Abstract

Under the continuous industrial extension and development, environmental pollution with heavy metals has been accepted as environmental and health treats in the sustainable habitations. Heavy metals have reached to almost every natural resource and resulted in serious health issues to animals and humans due to long persistence in nature. Therefore, there is an urgent need to look for efficient, profitable, and ecologically sustainable methods to manage heavy metals which are released in environments (water, air, and soil). However, the chemical-based management of heavy metals is effective, but the by-products generated give rise to secondary wastes and these methods are expensive to execute. Thus, recent advances in bioremediation of heavy metals have promoted plant- and microbial-based heavy metals processing as they present easy and eco-friendly ways for heavy metal remediation. Bioremediation mechanisms include adsorption, reduction, or eradication of contaminants from the environment by biological resources (microorganisms and plants). Further, quick bioremediation includes application of genetically engineered microbes with increased efficiency to ramify the toxic effects of heavy metals in an affected region. This chapter provides current aspects of bioremediation potential of microbes, particularly in the context of environmental protection. In addition, the current chapter also covers a discussion on adverse effects of heavy metals to humans, plants, and microorganisms, mechanisms of bioremediation, as well as potential role of genomics and proteomics in relation with bioremediation.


• _Task item_:
Omitting any pictures, transcribe the entries below exactly.

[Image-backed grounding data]

--- START ---

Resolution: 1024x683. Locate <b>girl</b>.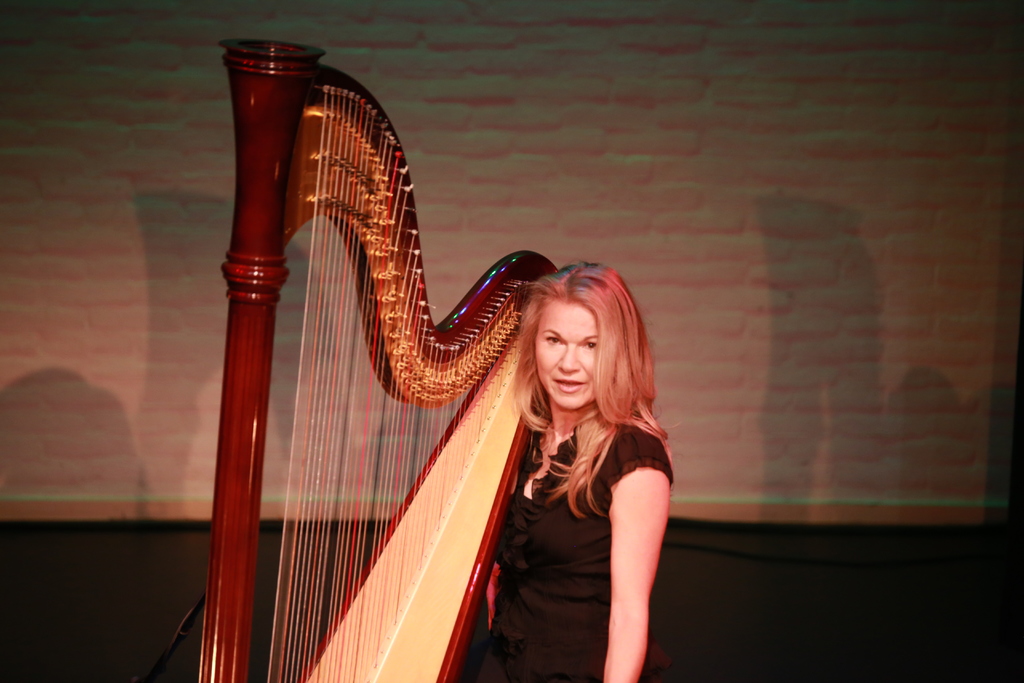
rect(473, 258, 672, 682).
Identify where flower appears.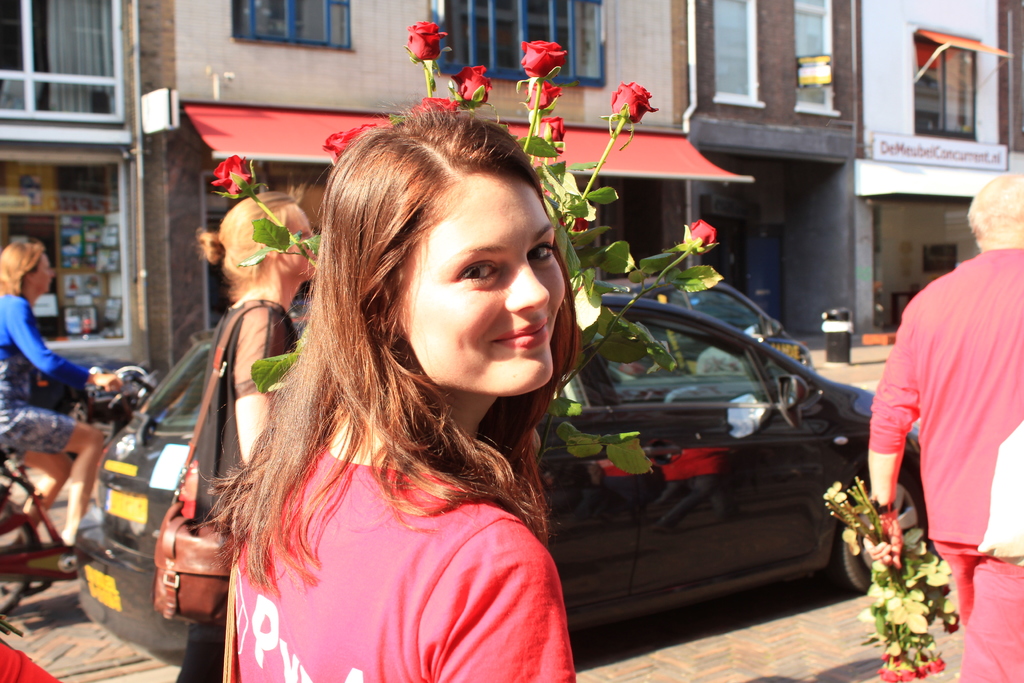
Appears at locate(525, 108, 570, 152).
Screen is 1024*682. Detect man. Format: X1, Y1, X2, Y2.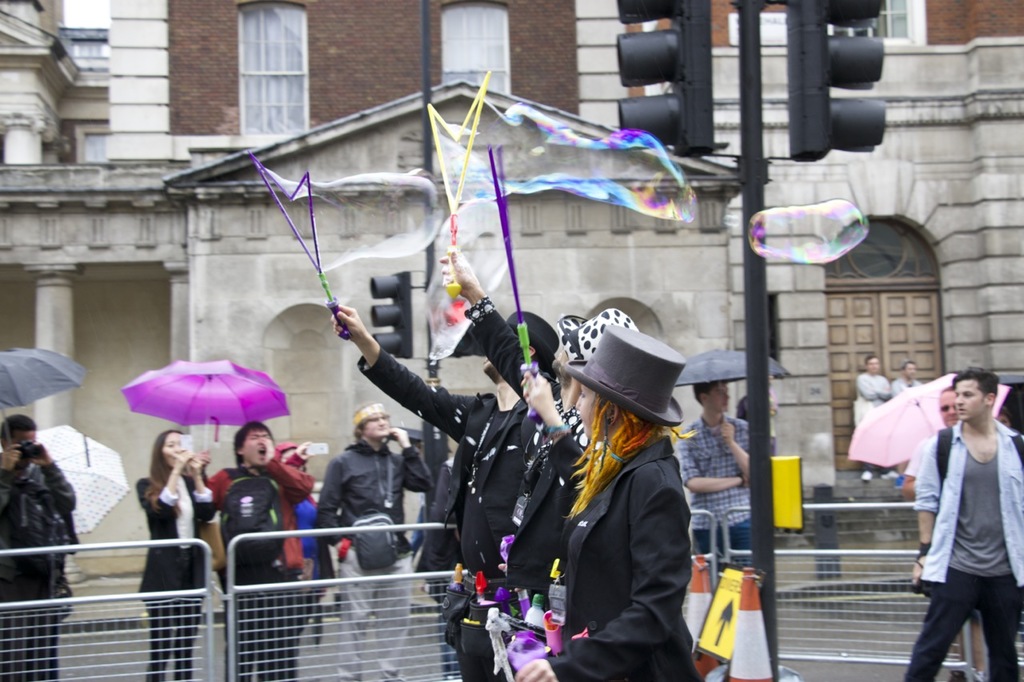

--- END ---

• _Output_:
Resolution: 1024x683. Locate <b>girl</b>.
rect(473, 258, 672, 682).
Identify where flower appears.
Appears at locate(525, 108, 570, 152).
Screen is 1024*682. Detect man. Format: X1, Y1, X2, Y2.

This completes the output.